CS486: Senior Capstone Design

Introductory Presentation Guidelines


Overview

In many organizations, you will need to pitch project ideas to a Vice President or Division Manager in order to get permission to even invest time pursueing a project. If you succeed in convincing this person, you will be tasked with "developing" the project idea; if you fail, it's back to your 6x8 cubicle to serve more time as a grunt on other people's projects.

For our purposes, we will use this introductory presentation as a way of introducing others in the class (and interested others from CET) to the Capstone projects we are doing this year. It will be your first chance to practice effective presentation of your project motivations, goals, and solution strategy.

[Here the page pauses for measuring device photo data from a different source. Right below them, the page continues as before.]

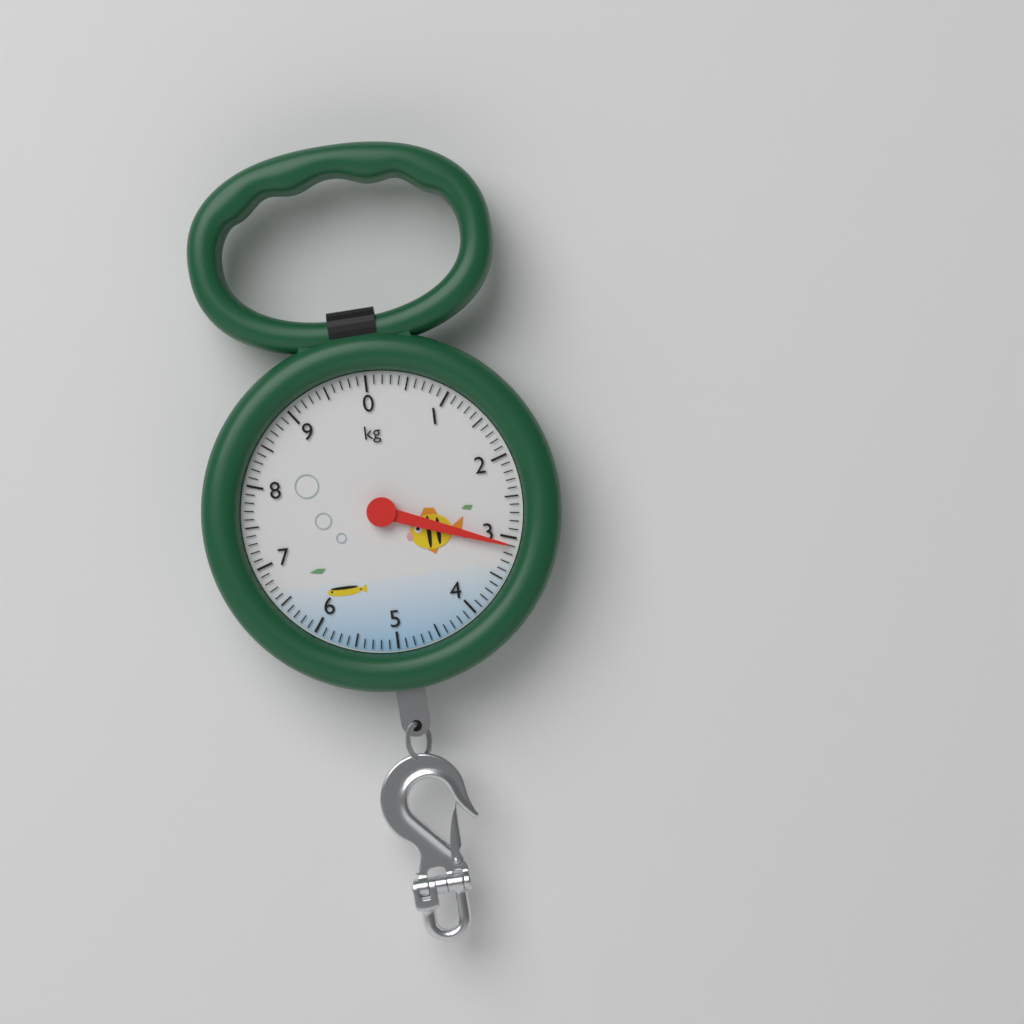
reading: 3.1 kg
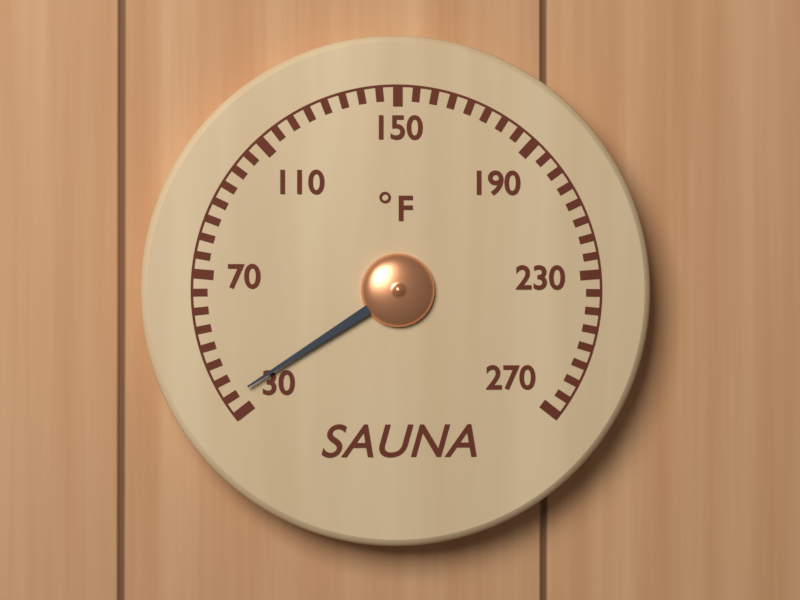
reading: 35 °F
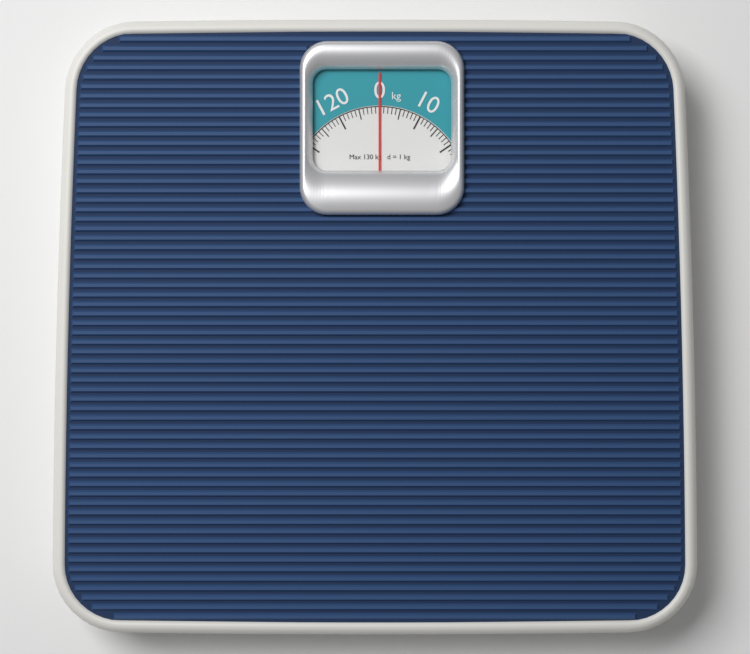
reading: 0 kg
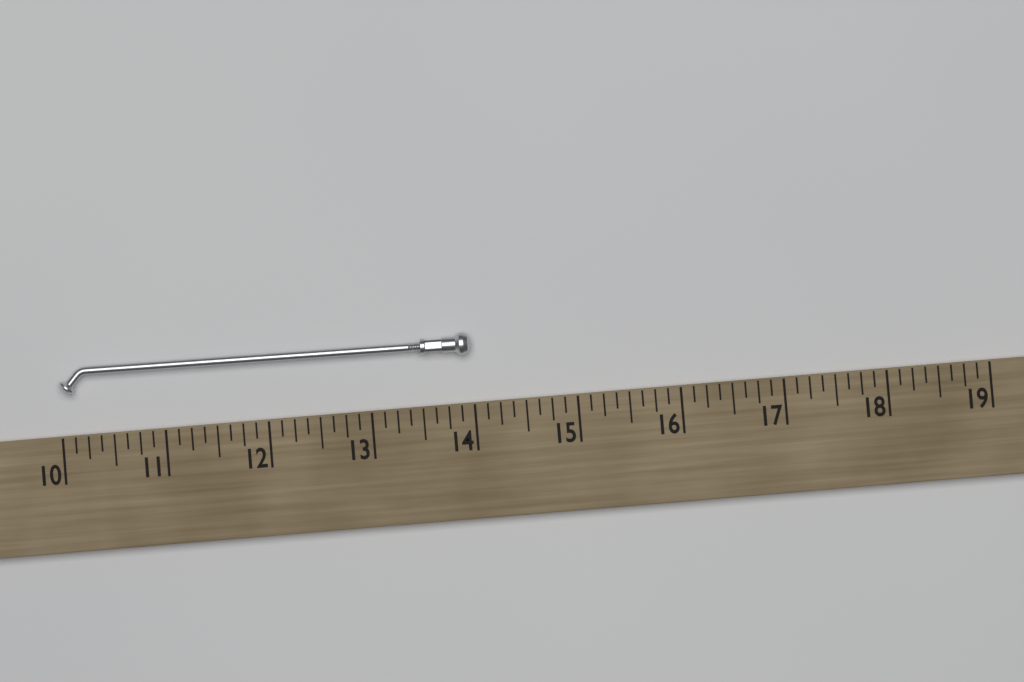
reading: 14.000 (no unit)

Introducing your Project and Early Design

Imagine that you are working for some big consulting firm. In fact, this firm is so busy that only the best, most promising, most profitable projects get pursued. In your role as project solicitor, a client has contacted you to discuss a project. It sounds like a winner to you, so you and your team have put together a brief presentation that outlines the proposed project for the executive committee: you have 15 minutes to communicate:

  1. who your team is.
  2. who the client is, what their business is, what problem do they have. Make it sound compelling!
  3. an overview of the solution your team has in mind, including initial architecture overview. Make us believe you have a really viable winner! This is like "setting the hook" --- after this we should be convinced it will work, and ready to listen to some details.
  4. a more detailed review of the specific core requirements/functionalities required, which you have extracted after preliminary interviews with the client
  5. a quick vision of how you see practical details: your proposed team composition/roles, overview your thoughts on architecture, rough milestones, project schedule.
  6. a review of the main challenges/risks associated with the project. Should give management the impression that you're competent enough to have thought of obstacles, rather than being wet-behind-the-ears pups who have no idea what they're getting into.
  7. Conclusion. Always important! Summarize your main points/highlights and end on an upbeat note!

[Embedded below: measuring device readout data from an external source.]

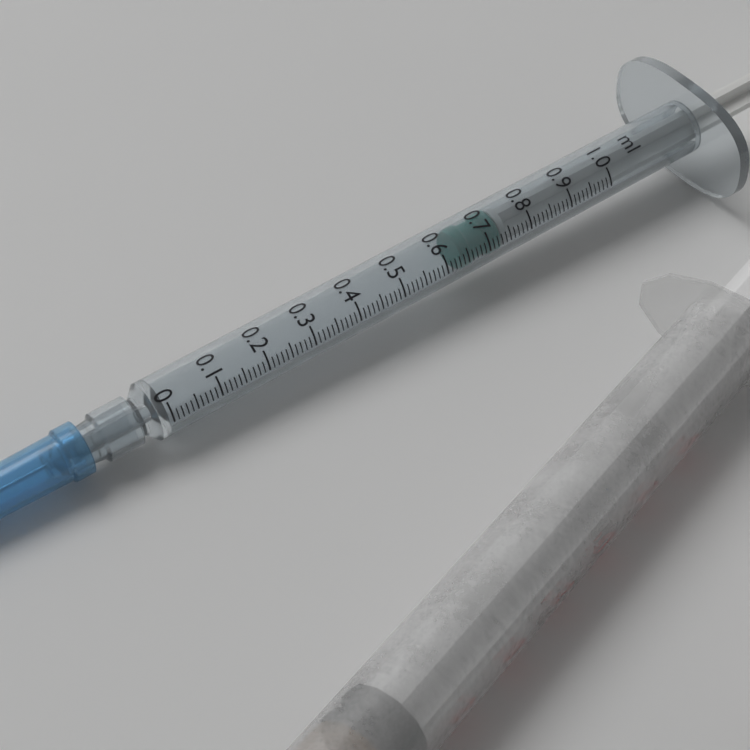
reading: 0.64 ml
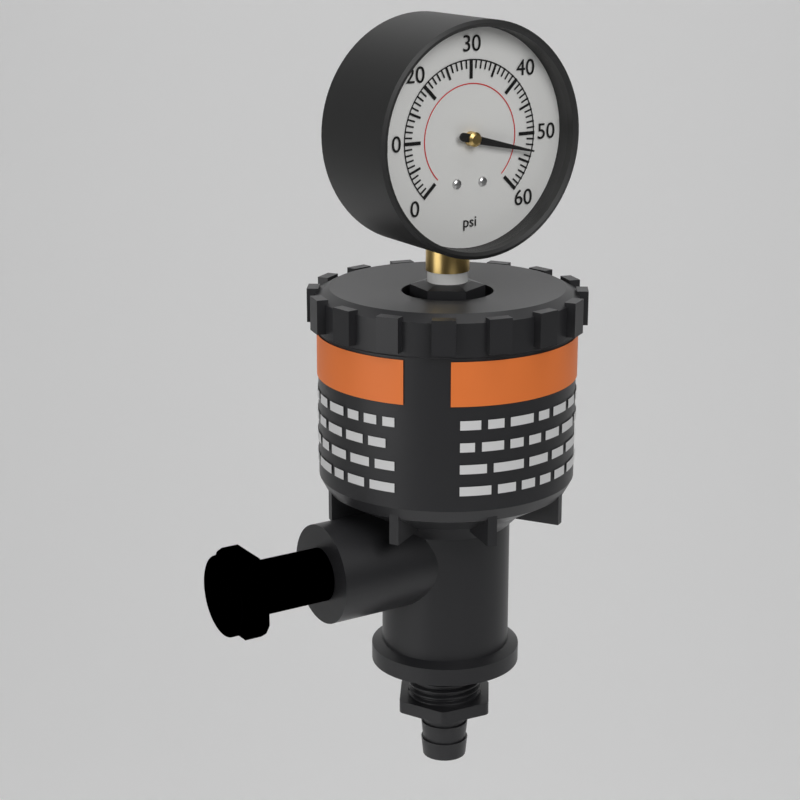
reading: 53 psi
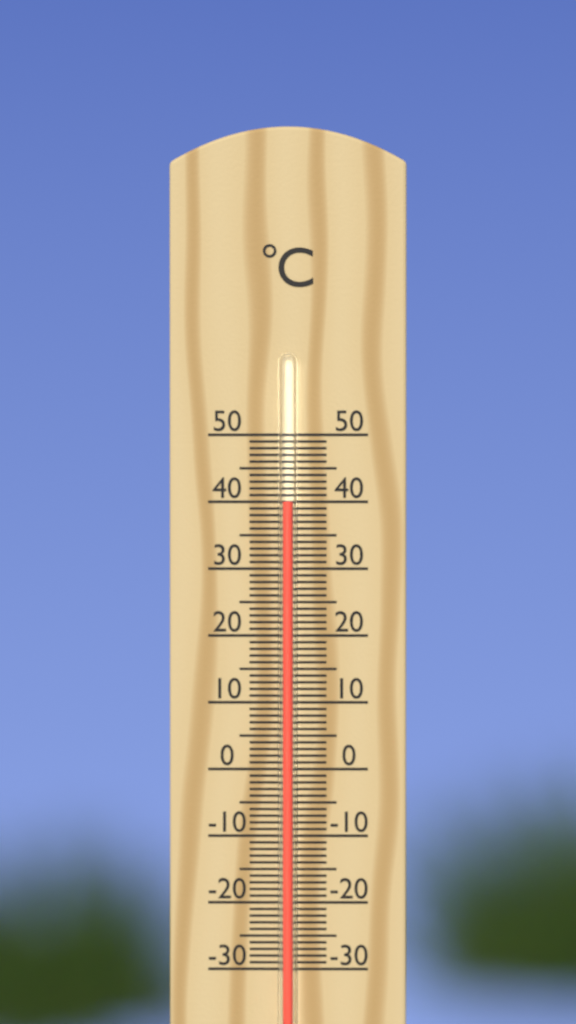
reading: 40 °C
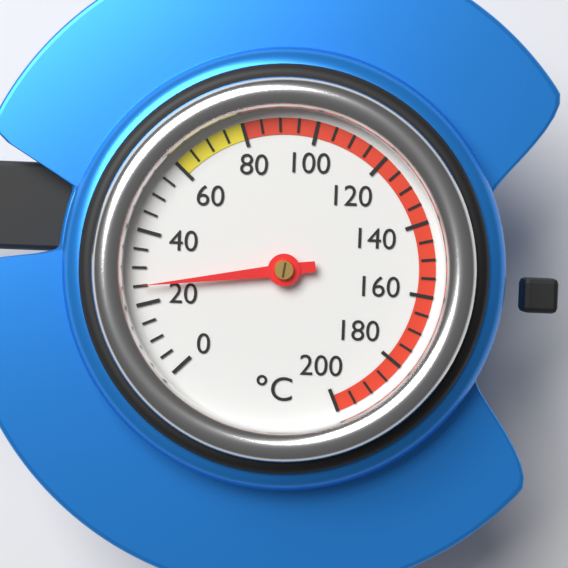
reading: 25 °C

Like any good advertisement, you want to close with a clear message of what you want: approval of your preliminary analysis and design, and executive permission to go forward with implementation. To be convincing, you should present a clear schedule of milestones and high-level tasks --- plus a timeline of deliverables leading to a proposal.

The executive committee is busy and impatient! Make sure your presentation is concise, clear, and focused. Do not go over your 15 minutes time slot!